The plan, which President Trump previously had disavowed, does not call for a wholesale dismantling of the ORD but does describe the EPA’s science office as “bloated,” “unaccountable,” and “hostile to public and legislative input.”
Project 25 recommends eliminating several ORD offices and programs, including the Integrated Risk Information System (IRIS), which has been used since the 1980s to characterize the health hazards of chemicals in the environment and set national standards, according to the EPA’s website. IRIS recommendations are based on “questionable science,” claims Project 2025, “resulting in billions in economic costs.”

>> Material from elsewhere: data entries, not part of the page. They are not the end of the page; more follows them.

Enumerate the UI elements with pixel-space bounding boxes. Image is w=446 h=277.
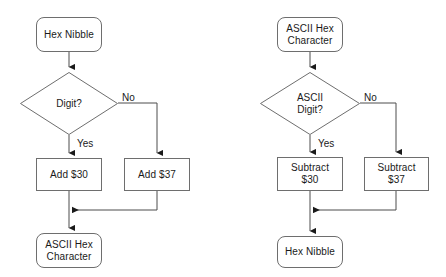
right-decision-node[interactable]: ASCII Digit? xyxy=(260,72,360,135)
right-end-node[interactable]: Hex Nibble xyxy=(277,236,343,268)
left-yes-action-node[interactable]: Add $30 xyxy=(36,158,102,191)
left-decision-shape xyxy=(20,72,118,135)
left-no-action-node[interactable]: Add $37 xyxy=(124,158,190,191)
right-no-label: No xyxy=(364,92,377,104)
left-start-node[interactable]: Hex Nibble xyxy=(36,17,102,52)
left-yes-label: Yes xyxy=(77,138,93,150)
right-no-action-node[interactable]: Subtract $37 xyxy=(364,157,429,191)
node-layer: Hex Nibble Digit? Yes No Add $30 Add $37… xyxy=(0,0,446,277)
right-decision-shape xyxy=(260,72,360,135)
left-end-node[interactable]: ASCII Hex Character xyxy=(36,233,102,268)
flowchart-diagram: Hex Nibble Digit? Yes No Add $30 Add $37… xyxy=(0,0,446,277)
left-no-label: No xyxy=(122,92,135,104)
left-decision-node[interactable]: Digit? xyxy=(20,72,118,135)
right-start-node[interactable]: ASCII Hex Character xyxy=(277,17,343,52)
right-yes-label: Yes xyxy=(318,138,334,150)
right-yes-action-node[interactable]: Subtract $30 xyxy=(277,157,343,191)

No decisions have been made yet about the future of ORD, and the EPA is “actively listening to employees at all levels” as it takes “exciting steps as we enter the next phase of organizational improvements,” said EPA spokesperson Molly Vaseliou. “We are committed to enhancing our ability to deliver clean air, water, and land for all Americans,” she said.

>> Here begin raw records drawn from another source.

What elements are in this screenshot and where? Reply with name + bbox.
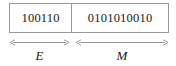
mantissa-bits: 0101010010: [88, 12, 153, 25]
exponent-cell: 100110: [10, 4, 72, 32]
bit-field-diagram: 100110 0101010010 E M: [0, 0, 176, 66]
mantissa-measure-arrow: [75, 38, 169, 47]
mantissa-label: M: [75, 48, 169, 64]
mantissa-cell: 0101010010: [72, 4, 168, 32]
exponent-measure-arrow: [9, 38, 70, 47]
exponent-label: E: [9, 48, 70, 64]
bit-field-box: 100110 0101010010: [9, 3, 169, 33]
exponent-bits: 100110: [21, 12, 59, 25]
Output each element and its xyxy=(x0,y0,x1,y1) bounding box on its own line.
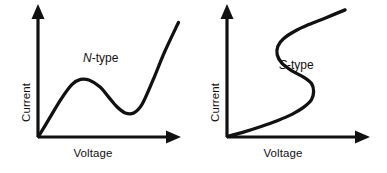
n-type-curve-label: N-type xyxy=(83,51,118,65)
s-type-x-axis-arrow-icon xyxy=(355,131,370,144)
n-type-y-axis-label: Current xyxy=(20,83,32,122)
s-type-curve xyxy=(228,10,346,137)
s-type-y-axis-label: Current xyxy=(209,83,221,122)
n-type-x-axis-label: Voltage xyxy=(48,147,138,159)
n-type-y-axis-arrow-icon xyxy=(32,4,45,19)
s-type-curve-label-suffix: -type xyxy=(287,58,314,72)
panel-n-type: Current Voltage N-type xyxy=(0,0,193,173)
panel-s-type: Current Voltage S-type xyxy=(193,0,387,173)
n-type-curve xyxy=(39,22,179,136)
n-type-curve-label-suffix: -type xyxy=(92,51,119,65)
n-type-curve-label-symbol: N xyxy=(83,51,92,65)
s-type-y-axis-arrow-icon xyxy=(221,4,234,19)
s-type-curve-label-symbol: S xyxy=(279,58,287,72)
n-type-x-axis-arrow-icon xyxy=(166,131,181,144)
s-type-curve-label: S-type xyxy=(279,58,314,72)
iv-characteristics-figure: Current Voltage N-type Current Voltage S… xyxy=(0,0,387,173)
s-type-x-axis-label: Voltage xyxy=(238,147,328,159)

ORD has offices across the country and manages the EPA’s 10 regional laboratories.
ORD’s work includes epidemiological studies, a type of research that is “incredibly valuable” in helping understand human health risks, according to Jennifer Orme-Zavaleta, former Principal Deputy Assistant Administrator for ORD.

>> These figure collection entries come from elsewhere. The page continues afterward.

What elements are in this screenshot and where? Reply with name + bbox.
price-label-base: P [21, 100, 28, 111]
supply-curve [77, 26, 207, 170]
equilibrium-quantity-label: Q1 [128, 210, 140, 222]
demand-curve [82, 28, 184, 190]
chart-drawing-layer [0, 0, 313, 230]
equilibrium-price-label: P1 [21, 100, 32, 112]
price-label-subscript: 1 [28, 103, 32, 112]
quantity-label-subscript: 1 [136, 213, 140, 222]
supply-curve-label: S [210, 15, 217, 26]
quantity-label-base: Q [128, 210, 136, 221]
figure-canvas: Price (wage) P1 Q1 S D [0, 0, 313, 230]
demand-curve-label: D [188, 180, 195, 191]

“Not having that information means that we would rely on other kinds of research which can be informative but may underestimate the risk [of toxic chemicals],” Orme-Zavaleta said.
Past ORD research has been used to study the smoke in downtown Manhattan, New York after 9/11, the environmental effects of oil in the Gulf of Mexico following the Deepwater Horizon blowout, and the water crisis in Flint, Michigan, said Christopher Frey, former Assistant Administrator of ORD and the current Associate Dean for Research and Infrastructure at NC State University’s College of Engineering.
Part of what has made ORD so effective is the firewall between scientists and policymakers that helps ensure the office produces unbiased research, said Frey.
Getting rid of ORD, with its unique structure and mission, would pull the rug out from under “a decades-long balance between the federal government, academia and industry that had provided tremendous innovation and economic growth for the country and has positioned the US as the world leader in science and technology,” he said.
PFAS research at risk
Insights from ORD are key to informing the EPA’s strategy for how tackling persistent pollutants in the environment such as PFAS, which are widespread in US drinking water and have been linked to health problems including cancer.
Working with the EPA’s Office of Chemical Safety and Pollution Prevention, ORD developed the agency’s national PFAS testing strategy, which allows scientists to break down thousands of PFAS chemicals into categories, testing representative chemicals from each group to learn about their toxicity.
A monitoring program for unregulated chemicals in all mid-sized and large US drinking water systems that includes 29 types of PFAS has found 16 within unknown toxicities at detectable levels in drinking water, while 9 of the PFAS chemicals EPA has asked states to monitor for in fish also have unknown toxicities, said Southerland.
“We would have hoped that ORD would look at these 25 PFAS chemicals and make them a priority to try to figure out how toxic they are,” said Southerland. But if ORD is dissolved, the agency’s PFAS work would come to an end, she said.
And getting rid of ORD science wouldn’t just impact the federal EPA’s efforts to combat hazardous pollutants – it would also interfere with efforts by states, added Southerland, which have moved faster than the federal government in banning PFAS from various products.
“Most of the states really depend on ORD to give them the information on these PFAS chemicals, and all other chemicals for that matter…” Southerland said. “States would still have the ability to move forward with their own regulations, but only if ORD is still in existence.”